Sunday, February 1, 2009

The Reader Goes for Trophies, Not Tears

Grade: B



With the glut of Nazi-themed movies towards the end of 2008, The Reader stands out for more than its use of German accents. Divided nicely into three sections, Act I concerns the affair between teenager Michael Berg (David Kross) and 30-something Hanna Schmitz (Kate Winslet + make-up). Based on the popular novel by Bernhard Schlink, this first section suffers most from its literary roots. You can tell screenwriter David Hare is struggling to cram in everything from the novel. The story's so rushed that it's hard to buy the affair as anything more than a horny teenager and a creepy older woman. Sure, there's enough sex and nudity to hold your attention, but the emotions don't ring true enough to last the rest of the movie.

Things pick up when the movie shifts from the emotional to the intellectual in Act 2. Now a law student, Michael is studying a trial of former Nazis, including one Hanna Schmitz. Now knowing why Hanna was so secretive during the affair, Michael needs to understand how the woman he loved could have done such terrible things. Though anyone who's read Hannah Arendt knows the answer to that. If Arendt's "banality of evil" theory isn't as fresh now as it was 45 years ago, it still makes a good subject for a movie. This section is where the movie best escapes the label of literary adaptation.

Which brings us to Act III, in which Michael is now played by a cold, unemotional Raph Fiennes. As we see what happens to Michael and Hanna in the decades following the trial, the movie feels its most literary. But it does lead to the movie's strongest scene, between Michael and Ilana Mather (Lena Olin), a Holocaust survivor who lived to write about it. Olin is strong and unsympathetic as she tells Michael there are no lessons to gain from the concentration camps. The added intensity she gives the movie in just one scene makes me wonder how she escaped awards attention.

The more noticeable performance though belongs to Kate Winslet. Hanna is a very difficult character to play. She's cold, secretive, unemotional, and unsympathetic. So Winslet earns her Oscar nod in playing all the layers of her character, making you want to see what she's hiding. She's at her best in the moments where the exterior cracks, like her childlike glee over the stories Michael tells her. But while the film tries to make her sympathetic as it goes on, that's not something she can ever really be. Her performance ends up being more intriguing than moving. The Academy clearly picked her in this film over Revolutionary Road because she hit the right boxes: pretty actress who makes herself uglier, Holocaust, accent, ages over time, Nazis.

Despite the strong performances of Winslet, Kross, and Fiennes, emotion is ultimately swallowed by the overwhelming stench of Oscarbait, thanks to the now thrice-nominated direction of Stephen Daldry. The music - so sad and pretty - takes over storytelling duties as we see Michael walk slowly and mournfully every five minutes or so. The cinematography, the art direction, all pristine, but a little too much. There are individual moments in The Reader, mostly involving Winslet and Olin, that elevate the movie above something just made to get awards. But those moments don't add up to a whole quite as powerful as the filmmakers would like you to believe.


## Activity
Tally the lines below that include the string "Travel". Reply with the total only.

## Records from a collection
***

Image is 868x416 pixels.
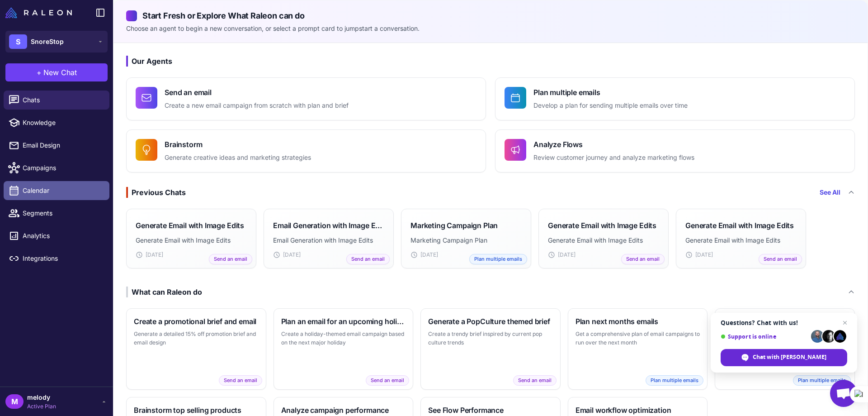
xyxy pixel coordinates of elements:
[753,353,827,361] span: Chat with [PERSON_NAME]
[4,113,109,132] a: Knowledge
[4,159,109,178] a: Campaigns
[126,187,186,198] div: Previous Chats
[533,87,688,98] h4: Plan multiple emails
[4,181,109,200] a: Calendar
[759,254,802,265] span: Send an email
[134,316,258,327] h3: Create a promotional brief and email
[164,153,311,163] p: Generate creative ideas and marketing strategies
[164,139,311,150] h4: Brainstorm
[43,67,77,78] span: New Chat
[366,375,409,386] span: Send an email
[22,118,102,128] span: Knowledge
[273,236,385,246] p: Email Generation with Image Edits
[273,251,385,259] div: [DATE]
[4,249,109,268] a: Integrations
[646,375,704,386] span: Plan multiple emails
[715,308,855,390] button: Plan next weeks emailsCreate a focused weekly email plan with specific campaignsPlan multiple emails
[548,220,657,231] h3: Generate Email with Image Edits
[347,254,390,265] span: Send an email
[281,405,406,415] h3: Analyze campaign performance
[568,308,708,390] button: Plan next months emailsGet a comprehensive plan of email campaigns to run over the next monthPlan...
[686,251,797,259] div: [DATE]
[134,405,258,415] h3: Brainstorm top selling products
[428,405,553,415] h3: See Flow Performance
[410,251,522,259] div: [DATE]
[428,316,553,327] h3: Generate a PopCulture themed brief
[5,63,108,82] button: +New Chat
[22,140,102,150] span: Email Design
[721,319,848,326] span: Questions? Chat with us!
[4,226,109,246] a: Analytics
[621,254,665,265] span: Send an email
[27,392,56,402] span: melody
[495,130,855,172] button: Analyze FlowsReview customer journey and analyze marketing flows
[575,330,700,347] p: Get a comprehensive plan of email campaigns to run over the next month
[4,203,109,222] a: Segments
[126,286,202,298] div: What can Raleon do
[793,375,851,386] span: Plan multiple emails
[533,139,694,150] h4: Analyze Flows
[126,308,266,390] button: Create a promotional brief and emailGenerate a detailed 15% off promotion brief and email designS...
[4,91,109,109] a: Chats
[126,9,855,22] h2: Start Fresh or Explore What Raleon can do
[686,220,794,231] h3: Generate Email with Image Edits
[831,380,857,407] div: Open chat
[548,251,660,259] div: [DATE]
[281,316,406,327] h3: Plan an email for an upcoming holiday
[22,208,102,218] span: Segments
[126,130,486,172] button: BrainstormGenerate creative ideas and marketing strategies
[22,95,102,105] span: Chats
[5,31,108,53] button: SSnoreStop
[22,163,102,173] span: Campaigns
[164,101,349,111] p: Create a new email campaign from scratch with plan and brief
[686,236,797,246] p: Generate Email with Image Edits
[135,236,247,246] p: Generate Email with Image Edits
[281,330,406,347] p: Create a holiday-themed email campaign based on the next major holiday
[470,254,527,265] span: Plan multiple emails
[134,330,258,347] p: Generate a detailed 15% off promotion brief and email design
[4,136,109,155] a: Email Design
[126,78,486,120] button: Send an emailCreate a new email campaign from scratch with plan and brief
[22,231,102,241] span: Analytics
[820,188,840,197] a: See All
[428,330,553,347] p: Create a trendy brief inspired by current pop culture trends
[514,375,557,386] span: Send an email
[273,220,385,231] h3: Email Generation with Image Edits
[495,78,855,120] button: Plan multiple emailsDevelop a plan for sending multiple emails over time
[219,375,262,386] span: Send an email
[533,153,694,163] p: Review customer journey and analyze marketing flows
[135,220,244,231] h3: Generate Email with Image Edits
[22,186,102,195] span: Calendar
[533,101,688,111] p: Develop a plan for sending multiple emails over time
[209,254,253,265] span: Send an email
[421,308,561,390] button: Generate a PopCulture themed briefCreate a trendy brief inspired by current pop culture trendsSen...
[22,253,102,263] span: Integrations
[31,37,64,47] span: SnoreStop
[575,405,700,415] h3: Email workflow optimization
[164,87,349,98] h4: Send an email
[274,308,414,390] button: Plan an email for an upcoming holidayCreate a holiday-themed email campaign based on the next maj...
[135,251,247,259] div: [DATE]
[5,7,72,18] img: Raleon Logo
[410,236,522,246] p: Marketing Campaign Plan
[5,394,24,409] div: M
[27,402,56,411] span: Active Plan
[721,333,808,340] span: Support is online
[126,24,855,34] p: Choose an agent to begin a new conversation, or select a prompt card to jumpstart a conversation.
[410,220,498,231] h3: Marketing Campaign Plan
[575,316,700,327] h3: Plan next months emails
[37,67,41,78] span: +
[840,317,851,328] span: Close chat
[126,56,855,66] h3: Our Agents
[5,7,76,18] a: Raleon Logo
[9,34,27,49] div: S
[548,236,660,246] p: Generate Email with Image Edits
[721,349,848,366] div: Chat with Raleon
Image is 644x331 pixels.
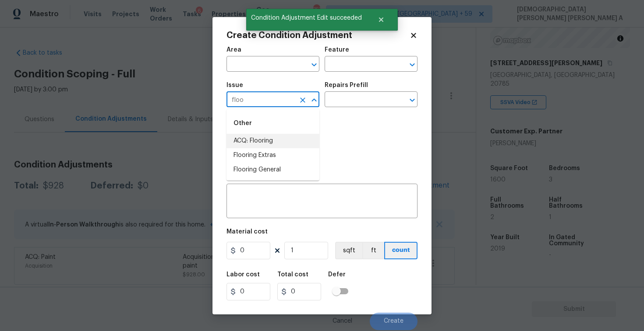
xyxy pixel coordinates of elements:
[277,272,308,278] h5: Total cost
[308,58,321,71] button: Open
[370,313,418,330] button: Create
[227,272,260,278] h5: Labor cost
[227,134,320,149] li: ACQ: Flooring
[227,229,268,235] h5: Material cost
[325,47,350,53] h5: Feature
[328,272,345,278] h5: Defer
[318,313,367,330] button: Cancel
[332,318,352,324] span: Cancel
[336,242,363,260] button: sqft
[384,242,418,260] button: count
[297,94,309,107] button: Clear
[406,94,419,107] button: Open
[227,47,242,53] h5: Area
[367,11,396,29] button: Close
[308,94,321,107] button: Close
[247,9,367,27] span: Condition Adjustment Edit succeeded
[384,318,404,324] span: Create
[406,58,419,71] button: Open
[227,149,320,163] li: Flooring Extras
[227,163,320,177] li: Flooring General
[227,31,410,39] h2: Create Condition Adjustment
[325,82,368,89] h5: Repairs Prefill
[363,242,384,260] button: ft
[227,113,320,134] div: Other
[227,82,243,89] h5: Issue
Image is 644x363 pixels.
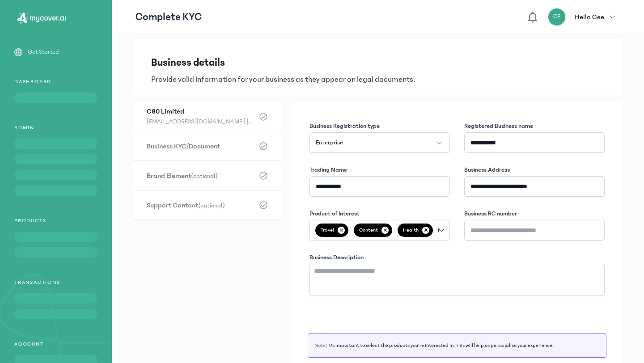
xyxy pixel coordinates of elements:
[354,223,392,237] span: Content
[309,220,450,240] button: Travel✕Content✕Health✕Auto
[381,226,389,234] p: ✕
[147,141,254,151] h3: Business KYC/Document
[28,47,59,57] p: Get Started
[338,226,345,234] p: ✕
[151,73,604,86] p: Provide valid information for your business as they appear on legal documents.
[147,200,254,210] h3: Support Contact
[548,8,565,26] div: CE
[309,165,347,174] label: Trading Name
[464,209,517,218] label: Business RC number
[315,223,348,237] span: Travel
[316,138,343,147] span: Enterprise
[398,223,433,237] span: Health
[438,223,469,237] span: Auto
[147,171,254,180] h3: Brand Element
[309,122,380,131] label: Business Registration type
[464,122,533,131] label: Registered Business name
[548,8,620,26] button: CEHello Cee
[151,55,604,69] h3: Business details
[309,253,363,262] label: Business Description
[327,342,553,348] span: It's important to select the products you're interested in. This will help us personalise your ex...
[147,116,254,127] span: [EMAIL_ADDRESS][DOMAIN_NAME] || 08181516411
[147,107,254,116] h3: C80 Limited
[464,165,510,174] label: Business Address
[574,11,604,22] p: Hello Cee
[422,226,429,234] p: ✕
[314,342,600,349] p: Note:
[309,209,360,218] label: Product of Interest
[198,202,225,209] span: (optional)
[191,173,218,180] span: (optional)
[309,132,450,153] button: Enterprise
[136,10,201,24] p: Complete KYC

***

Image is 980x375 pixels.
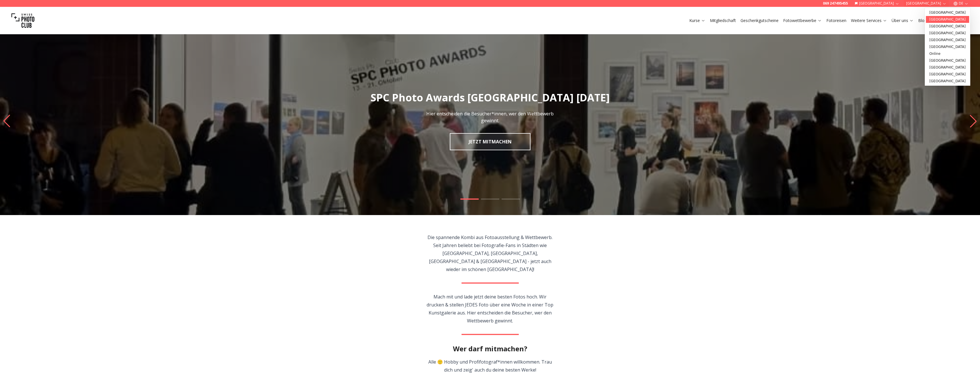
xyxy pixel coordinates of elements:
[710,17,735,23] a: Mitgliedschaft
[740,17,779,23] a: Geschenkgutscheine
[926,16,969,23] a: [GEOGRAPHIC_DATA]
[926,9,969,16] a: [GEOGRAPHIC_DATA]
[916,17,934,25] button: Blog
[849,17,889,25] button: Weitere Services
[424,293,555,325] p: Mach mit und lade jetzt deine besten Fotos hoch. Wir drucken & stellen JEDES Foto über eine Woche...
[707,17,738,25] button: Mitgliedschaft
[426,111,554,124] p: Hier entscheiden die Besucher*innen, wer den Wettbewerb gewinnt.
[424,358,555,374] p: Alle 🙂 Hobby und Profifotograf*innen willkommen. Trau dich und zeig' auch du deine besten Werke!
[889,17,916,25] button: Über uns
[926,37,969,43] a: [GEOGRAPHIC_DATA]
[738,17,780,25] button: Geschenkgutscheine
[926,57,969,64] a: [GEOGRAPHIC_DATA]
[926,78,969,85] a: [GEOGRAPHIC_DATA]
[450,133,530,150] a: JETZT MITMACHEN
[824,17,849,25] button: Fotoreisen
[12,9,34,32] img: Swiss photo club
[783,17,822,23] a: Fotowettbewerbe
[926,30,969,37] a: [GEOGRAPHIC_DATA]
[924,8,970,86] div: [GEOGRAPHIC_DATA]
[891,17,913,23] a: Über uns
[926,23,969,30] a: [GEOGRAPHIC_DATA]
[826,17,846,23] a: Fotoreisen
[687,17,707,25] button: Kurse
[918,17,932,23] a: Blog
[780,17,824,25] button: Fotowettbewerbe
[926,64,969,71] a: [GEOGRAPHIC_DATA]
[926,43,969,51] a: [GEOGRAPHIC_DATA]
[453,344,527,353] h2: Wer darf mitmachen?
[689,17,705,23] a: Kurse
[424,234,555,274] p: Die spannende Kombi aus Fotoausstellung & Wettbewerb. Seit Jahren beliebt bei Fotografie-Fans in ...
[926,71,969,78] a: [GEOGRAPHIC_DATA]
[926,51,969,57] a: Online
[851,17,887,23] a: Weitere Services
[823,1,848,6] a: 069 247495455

***

## Written answer
2